Oil Wars, Weapons & Africom Fueling Somalia Crisis

Discover the untold truth behind US military presence in Somalia, its impact on the region, and the strategic interests at play in Mnar Adley and Alan Macleod’s eye-opening interview with journalist Ann Garrison.

The House just voted to keep 900 troops in Somalia. Somalia represents another forever war & drone war that fuels the military-industrial complex under the guise of fighting the war on terror. US weapons and presence here is only exacerbating the violence and giving strength to the very “terror” the US claims to be fighting.

Located in the strategic Horn of Africa, Somalia not only has the longest coastline in Africa, but perhaps the world’s largest untapped coastal oil reserves. In 2021, the Somali government signed a $7 million oil exploration deal with the Houston, Texas-based company, Coastline.

Yet our guest today states that U.S. boots on the ground in Somalia are doing nothing but serving as a recruiting tool for jihadists, their presence provoking widespread resentment among the people of the resource-rich but war-torn African nation.

Ann Garrison is a journalist and a contributing editor to The Black Agenda Report. You can also find her at The Grayzone and on Pacifica Radio. Her latest article, “Ilhan Omar Voted to Withdraw from Somalia, but She’s No Anti-Imperialist,” assesses the Minnesota Congresswoman’s record on opposing U.S. actions in the Horn of Africa.

Garrison notes that Washington has little interest in genuinely opposing radical jihadist groups in the region and is instead focused on maintaining control of a strategically important part of the world. Somalia sits on the Red Sea, across a narrow strait from Saudi Arabia and Yemen. Around 40% of world seaborne trade passes by its waters on the way to or from the Suez Canal. Moreover, the nation is believed to possess over 100 billion barrels of untapped offshore oil reserves. “Securing African resources is an existential imperative” for the U.S., Garrison said.

America’s Half a Century of War in Somalia Comes to an End. Sort Of

The United States has spent the past decade bullying and intimidating countries in North East Africa. From the bombing of Libya and the overthrow of Muammar Gaddafi in 2011 to its attempts to isolate Eritrea economically and politically to bombing Somalia and supporting the insurgency of the Tigrayan People’s Liberation Front against Ethiopia, Washington’s actions have led many in the region to sour on the United States altogether.

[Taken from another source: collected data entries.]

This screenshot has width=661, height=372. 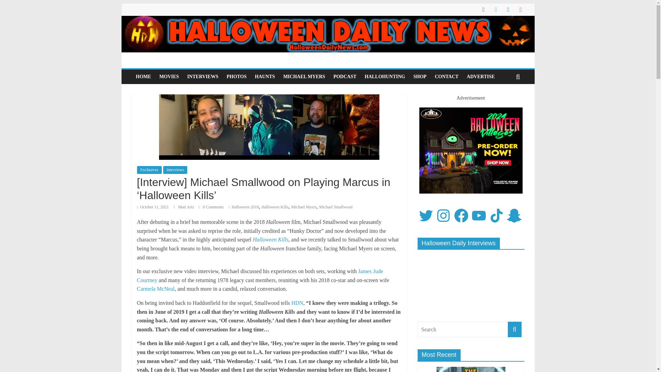 I want to click on CONTACT, so click(x=447, y=76).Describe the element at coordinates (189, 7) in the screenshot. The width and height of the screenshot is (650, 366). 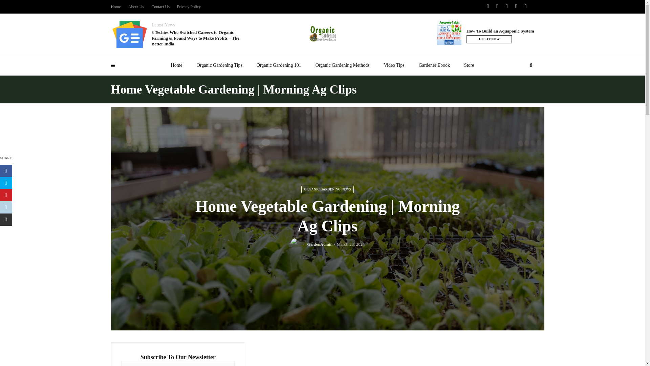
I see `Privacy Policy` at that location.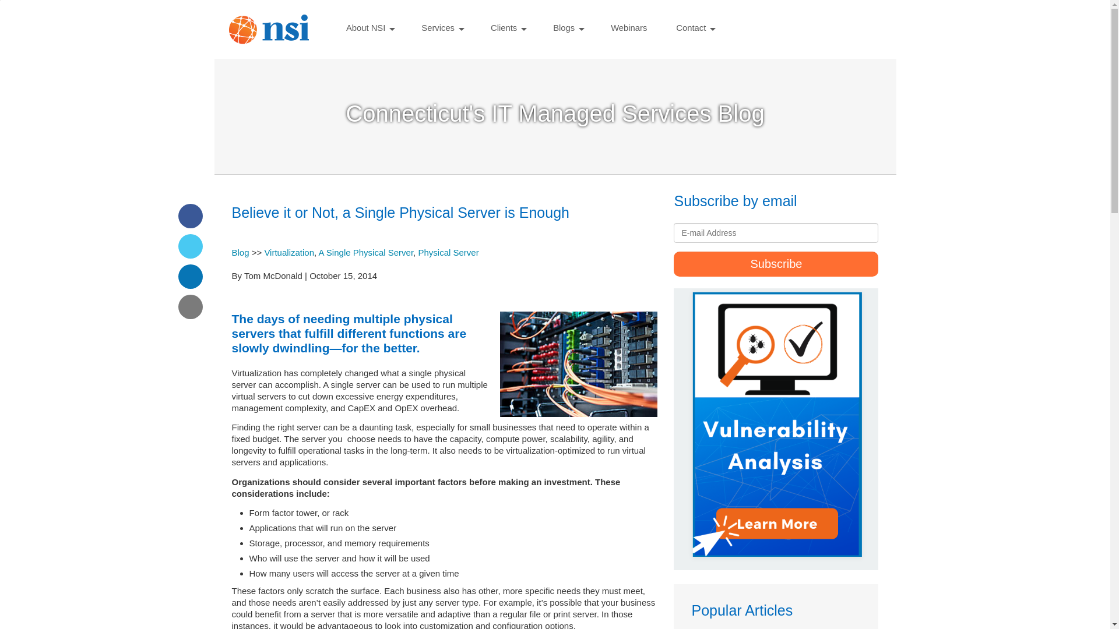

Into this void has stepped China and, to a lesser extent, Russia. Massive Chinese infrastructure projects are everywhere in the region, as Chinese companies build railways, hospitals, schools and roads. African countries have, by and large, also refused to follow the U.S. line on the Ukraine War, instead opting to stay neutral rather than condemn and oppose Moscow. The U.S. has attempted to push China out of the region, but, as Garrison said, “China isn’t going anywhere.” And while Western analysts constantly warn of Chinese “debt trap diplomacy,” working with Beijing does not entail the risk of coups, wars, sanctions or invasions, as dealing with the West does. Thus, Garrison argues, the United States has already “shot itself in the foot” when it comes to Africa.

While Garrison welcomed the campaign led by Florida Republican Matt Gaetz to get everyone in Congress on record as to whether they support or oppose ending the seemingly endless war in Somalia, she cautioned that Gaetz is not a committed anti-imperialist, but a strong China hawk, and sees U.S. conflicts like the one in Somalia as a sideshow to the real showdown against Beijing.